For the player that's had 7 characters - maybe talk to them about their concept and build the character for them? As a GM I can apply the rule of cool to a PC and balance new advantages/disadvantages to make a concept that is balanced to the party level in a way a player can't - and if someone else makes it for them they might feel they need to play it for a bit longer - giving the PC a chance to grow on the player.

Dark Archive

Another option is to allow your players to rebuild their characters early in the game instead of making a completely new character. Don´t like your rogue? Enjoy your new and improved slayer!

Minor changes like this can help if your players made some bad decisions during character creation.


Rhedyn wrote:
These examples are about very complicated plots written by professional writers. I may not be up to that challenge as a GM.
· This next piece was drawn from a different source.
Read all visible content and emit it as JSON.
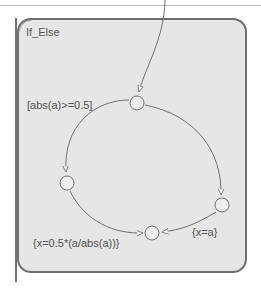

Final Fantasy? Complex plots?

HAHAHAHAHAHAHAHAHAHA


Rynjin wrote:
Rhedyn wrote:
These examples are about very complicated plots written by professional writers. I may not be up to that challenge as a GM.

Final Fantasy? Complex plots?

HAHAHAHAHAHAHAHAHAHA

I was more talking about the Belgariad and 'A Song of Ice and Fire'.

Who knows maybe the knew game will focus on story and compelling mechanics over visual fidelity?


I'd say it may suffice to force this player who wants to switch characters constantly of being in the role play position of merely being hired help. Then whenever he/she wants to switch characters it is simply that the character leaves the parties service. Thus allowing in game logic as to why the switch is happening. Allow any concept but there should be a common theme in the character pitch that they are selling their services to the party. This would degrade the significance of their character to the plot but this seems like a fair trade


Owly wrote:

Our group's policy: Bringing in a new character (due to death or switcheroo or whatever) means that new character is 1 level lower than the lowest at the table. Everyone is 10th level? Your new character is bottom of 9th level.

It lends some consequences to death without being soul-crushing, and discourages the revolving door. It's also fair to the players who have kept their characters alive.

How does this work with multiple characters dying?

The group is 10th level. Bob dies, and comes back at the bottom of 9th. Then Amy dies next week, and has to come back at 8th because Bob got killed. Then Jack dies and is 7th level, only to die over and over again because now he's perma-stuck 3 levels below the highest party level.

Do you run into problems?


Reverse wrote:
Owly wrote:

Our group's policy: Bringing in a new character (due to death or switcheroo or whatever) means that new character is 1 level lower than the lowest at the table. Everyone is 10th level? Your new character is bottom of 9th level.

It lends some consequences to death without being soul-crushing, and discourages the revolving door. It's also fair to the players who have kept their characters alive.

How does this work with multiple characters dying?

The group is 10th level. Bob dies, and comes back at the bottom of 9th. Then Amy dies next week, and has to come back at 8th because Bob got killed. Then Jack dies and is 7th level, only to die over and over again because now he's perma-stuck 3 levels below the highest party level.

Do you run into problems?

The slippery slope is indeed, treacherous, but this worst-case-scenario you describe hasn't happened. What HAS happened is two PCs (one killed, one voluntarily changes out characters at level 9) have altered the APL from 10 to 9. So I've been putting together one-shot dungeons to give them and me some practice. When everyone is level 10 or 11, they'll pick up the main storyline in the Cinderlands again.